The 1990s expansion was less typical.  The recovery phase of the cycle in 1991 – 1992 struggled, but growth took off in 1993 and 1994, setting what looked like it would be the peak for the cycle in 1994.  However, the internet revolution and a capital gains tax cut helped to generate an investment boom in the late 1990s that drove a new peak in growth for the cycle in 1998. Ironically, economic growth was surging at exactly the time that market participants were dealing with the Russian debt default and the Long-Term Capital meltdown, leading to another instance where the Fed eased policy ill-advisedly – or, at a minimum, was too slow to reverse themselves — in response to financial volatility.  The speculative frenzy, especially in dot.com start-ups, ultimately went too far, leading to a stock price collapse in 2000 and the end of the expansion in early 2001.

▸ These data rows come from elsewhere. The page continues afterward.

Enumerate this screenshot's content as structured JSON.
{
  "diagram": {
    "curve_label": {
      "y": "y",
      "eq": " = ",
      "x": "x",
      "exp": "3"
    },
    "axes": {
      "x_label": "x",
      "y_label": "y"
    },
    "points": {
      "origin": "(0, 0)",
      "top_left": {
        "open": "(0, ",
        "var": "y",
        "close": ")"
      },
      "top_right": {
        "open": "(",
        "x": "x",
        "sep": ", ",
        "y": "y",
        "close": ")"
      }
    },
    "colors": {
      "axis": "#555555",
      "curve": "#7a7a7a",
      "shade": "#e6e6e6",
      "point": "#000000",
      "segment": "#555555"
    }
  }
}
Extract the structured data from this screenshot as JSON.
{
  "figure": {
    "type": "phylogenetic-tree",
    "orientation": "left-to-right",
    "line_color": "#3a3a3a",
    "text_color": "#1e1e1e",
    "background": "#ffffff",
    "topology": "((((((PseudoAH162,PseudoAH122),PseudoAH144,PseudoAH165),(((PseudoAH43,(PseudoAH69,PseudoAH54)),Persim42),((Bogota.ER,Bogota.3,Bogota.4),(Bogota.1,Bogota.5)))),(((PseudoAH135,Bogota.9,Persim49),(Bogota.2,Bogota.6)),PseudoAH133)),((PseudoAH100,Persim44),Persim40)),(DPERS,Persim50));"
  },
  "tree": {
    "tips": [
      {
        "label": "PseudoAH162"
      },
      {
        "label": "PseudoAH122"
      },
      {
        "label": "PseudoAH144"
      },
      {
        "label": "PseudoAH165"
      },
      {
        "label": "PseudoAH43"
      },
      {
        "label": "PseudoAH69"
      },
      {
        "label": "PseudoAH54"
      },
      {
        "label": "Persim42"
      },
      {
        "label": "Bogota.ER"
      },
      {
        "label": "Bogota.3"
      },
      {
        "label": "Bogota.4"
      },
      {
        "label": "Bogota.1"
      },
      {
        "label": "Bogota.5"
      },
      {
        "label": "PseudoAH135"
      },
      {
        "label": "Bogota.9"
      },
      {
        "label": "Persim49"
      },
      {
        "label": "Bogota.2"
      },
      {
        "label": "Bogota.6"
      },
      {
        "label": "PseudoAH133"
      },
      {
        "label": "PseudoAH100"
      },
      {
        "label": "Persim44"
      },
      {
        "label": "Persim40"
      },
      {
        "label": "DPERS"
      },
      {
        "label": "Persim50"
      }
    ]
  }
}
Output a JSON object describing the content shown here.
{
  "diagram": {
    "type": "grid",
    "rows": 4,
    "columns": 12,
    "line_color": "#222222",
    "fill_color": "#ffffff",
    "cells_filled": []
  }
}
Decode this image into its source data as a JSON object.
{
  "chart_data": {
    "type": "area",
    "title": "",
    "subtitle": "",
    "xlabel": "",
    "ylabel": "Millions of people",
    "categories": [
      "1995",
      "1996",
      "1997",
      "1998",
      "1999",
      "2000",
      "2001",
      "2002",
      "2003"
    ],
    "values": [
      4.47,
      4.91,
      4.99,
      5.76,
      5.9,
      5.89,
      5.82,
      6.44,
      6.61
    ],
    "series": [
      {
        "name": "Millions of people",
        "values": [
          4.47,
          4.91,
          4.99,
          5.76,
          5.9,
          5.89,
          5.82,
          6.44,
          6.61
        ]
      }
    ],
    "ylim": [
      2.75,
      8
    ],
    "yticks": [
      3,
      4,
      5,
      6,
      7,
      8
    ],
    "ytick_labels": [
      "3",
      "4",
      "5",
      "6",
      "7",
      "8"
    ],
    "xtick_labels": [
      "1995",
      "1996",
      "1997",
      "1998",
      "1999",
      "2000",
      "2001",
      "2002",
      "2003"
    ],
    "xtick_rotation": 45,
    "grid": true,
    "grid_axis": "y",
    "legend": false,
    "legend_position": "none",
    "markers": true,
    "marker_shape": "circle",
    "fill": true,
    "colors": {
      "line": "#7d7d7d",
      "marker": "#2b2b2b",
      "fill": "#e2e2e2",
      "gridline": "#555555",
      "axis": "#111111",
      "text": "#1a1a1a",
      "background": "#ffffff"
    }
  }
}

Exhibit 2: Four-quarter average of real GDP growth – 1990s

Source: BEA

2000s

The 2000s expansion performed closer to the textbook 1980s pattern, as the four-quarter real growth pace peaked in late 2003, at least partially in response to the tax cuts that were passed in 2001 but only took full effect in 2003.  The expansion lasted almost five more years before excesses brought on by easy monetary policy and the housing boom reversed, leading to the worst economic downturn since the 1930s and a financial crisis.  Of course, if the Federal Reserve had followed the “peak growth” narrative corollary that it should not raise rates when growth is decelerating, then it would never have hiked at all.  The first rate move in the 2000s did not come until June 2004, six months after the four-quarter average of real GDP growth peaked!

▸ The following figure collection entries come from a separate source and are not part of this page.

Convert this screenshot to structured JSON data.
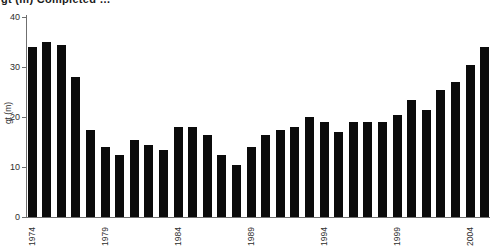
{
  "title": {
    "text": "gt (m) Completed …",
    "clipped_at_top": true
  },
  "chart_data": {
    "type": "bar",
    "title": "gt (m) Completed …",
    "xlabel": "",
    "ylabel": "gt (m)",
    "ylim": [
      0,
      40
    ],
    "yticks": [
      0,
      10,
      20,
      30,
      40
    ],
    "ytick_labels": [
      "0",
      "10",
      "20",
      "30",
      "40"
    ],
    "xtick_labels": [
      "1974",
      "1979",
      "1984",
      "1989",
      "1994",
      "1999",
      "2004"
    ],
    "xtick_interval_years": 5,
    "categories": [
      1974,
      1975,
      1976,
      1977,
      1978,
      1979,
      1980,
      1981,
      1982,
      1983,
      1984,
      1985,
      1986,
      1987,
      1988,
      1989,
      1990,
      1991,
      1992,
      1993,
      1994,
      1995,
      1996,
      1997,
      1998,
      1999,
      2000,
      2001,
      2002,
      2003,
      2004,
      2005
    ],
    "values": [
      34,
      35,
      34.5,
      28,
      17.5,
      14,
      12.5,
      15.5,
      14.5,
      13.5,
      18,
      18,
      16.5,
      12.5,
      10.5,
      14,
      16.5,
      17.5,
      18,
      20,
      19,
      17,
      19,
      19,
      19,
      20.5,
      23.5,
      21.5,
      25.5,
      27,
      30.5,
      34
    ],
    "grid": false,
    "legend": null,
    "bar_color": "#0b0b0b",
    "axis_color": "#6f6f6f",
    "text_color": "#2e2e2e",
    "background_color": "#ffffff"
  }
}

Exhibit 3: Four-quarter average of read GDP growth – 2000s

Source: BEA

The Current Expansion

The current cycle has had its own share of irregularities.  The recovery was anemic for several years before finally gathering momentum in 2014 and early 2015, though the rigor proved to be short-lived as growth cooled steadily in 2015 and early 2016 before perking up again.  Like the 2000s, the Federal Reserve did not even begin to normalize monetary policy until well after growth had already peaked.  Like the 1980s, a major tax reform package deep into the business cycle has generated renewed economic momentum.  Indeed, the pickup over the past two years in the four-quarter average of real GDP growth has been about 150 bp, similar in magnitude to the acceleration seen in 1987. Growth on a four-quarter basis will probably not reach the 3.8% high-water mark of early 2015, so “peak growth” for this cycle is almost four years in the rearview mirror.

Exhibit 4: Four-quarter average of read GDP growth – 2010s

Source: BEA

Conclusion

The common patterns of the past several economic cycles and the peculiarities between them underscore the fact that reaching a peak in the speed of growth is not a death sentence for an expansion.  As Fed officials have noted, economic expansions do not die of old age.  They typically end when an accumulation of excesses build up to a tipping point, often exacerbated by a discrete event.  Even if real GDP growth slows sequentially in the current quarter and again in Q1, the four-quarter average may well continue to accelerate through the first quarter of next year.

The Federal Reserve’s gradual rate hike strategy is an effort to fend off the buildup of the sort of imbalances that have in the past led to recessions.  If the Fed can successfully execute a soft landing, as it did in 1994, there is no reason that the economy cannot continue to move ahead for several more years in the absence of a big external shock. Even if the economy has already seen its peak growth, the expansion need not be viewed as a has-been.